JERUSALEM | Israel is moving forward with plans for two major settlement projects in East Jerusalem, a spokeswoman said Tuesday, even as a senior Palestinian official warned that his government could pursue war crimes charges if Israel doesn’t halt such construction.
International anger over Israeli settlement construction has snowballed in recent days, following last week’s U.N. recognition of a state of Palestine — in lands Israel has occupied since 1967 — as a nonmember observer in the General Assembly.
Israel retaliated for U.N. recognition of Palestine in the West Bank, the Gaza Strip and East Jerusalem by announcing plans to build 3,000 homes for Jews in the West Bank and East Jerusalem, as well as preparations for construction of an especially sensitive project near Jerusalem, known as E-1.
A senior Palestinian official, Nabil Shaath, said late Monday that “by continuing these war crimes of settlement activities on our lands and stealing our money, Israel is pushing and forcing us to go to the [International Criminal Court].”

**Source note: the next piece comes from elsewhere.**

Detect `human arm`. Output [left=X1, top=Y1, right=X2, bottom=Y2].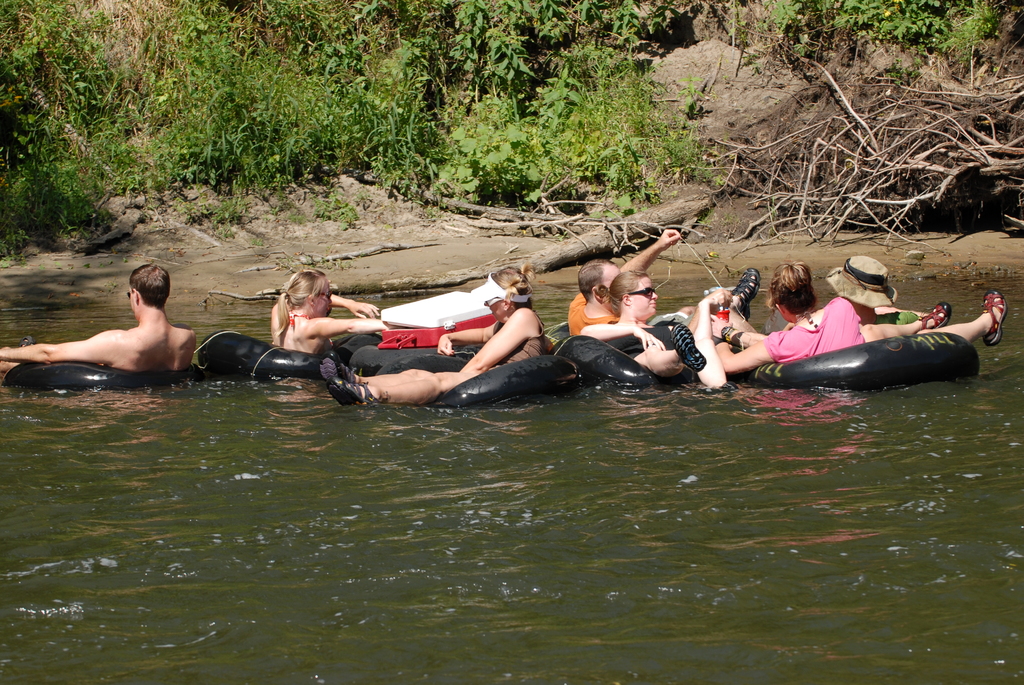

U.S. Navy: No drones missing after Iran claim
TEHRAN — Iran claimed Tuesday it had captured a U.S. drone after it entered Iranian airspace over the Persian Gulf — even showing an image of a purportedly downed craft on state TV — but the U.S. Navy said all of its unmanned aircraft in the region were “fully accounted for.”
The conflicting accounts still leave the possibility that the drone claimed by Iran, a Boeing-designed ScanEagle, could have been plucked from the sea in the past and unveiled for maximum effect following escalating tensions over U.S. surveillance missions in the Gulf.
Other countries in the region — such as the United Arab Emirates — also have ScanEagle drones in their fleets.
Cmdr. Jason Salata, a spokesman for the U.S. Navy’s 5th Fleet in Bahrain, said ScanEagles operated by the Navy “have been lost into the water” over the years, but there is no “record of that occurring most recently.”
The Iranian announcement did not give details on the time or location of the claimed drone capture.
Suspect in Benghazi attack ‘refuses to speak to FBI’
TUNIS — A Tunisian suspected of involvement in the Sept. 11 attack on the U.S. Consulate in Benghazi, Libya, is refusing to be interrogated by FBI agents, his lawyer said.
“They wanted to interrogate him as a witness, but he has refused,” Abdelbasset Ben Mbarek said late Monday, referring to his client, Ali Hamzi, and denouncing what he called “interference” in the Tunisian judicial system.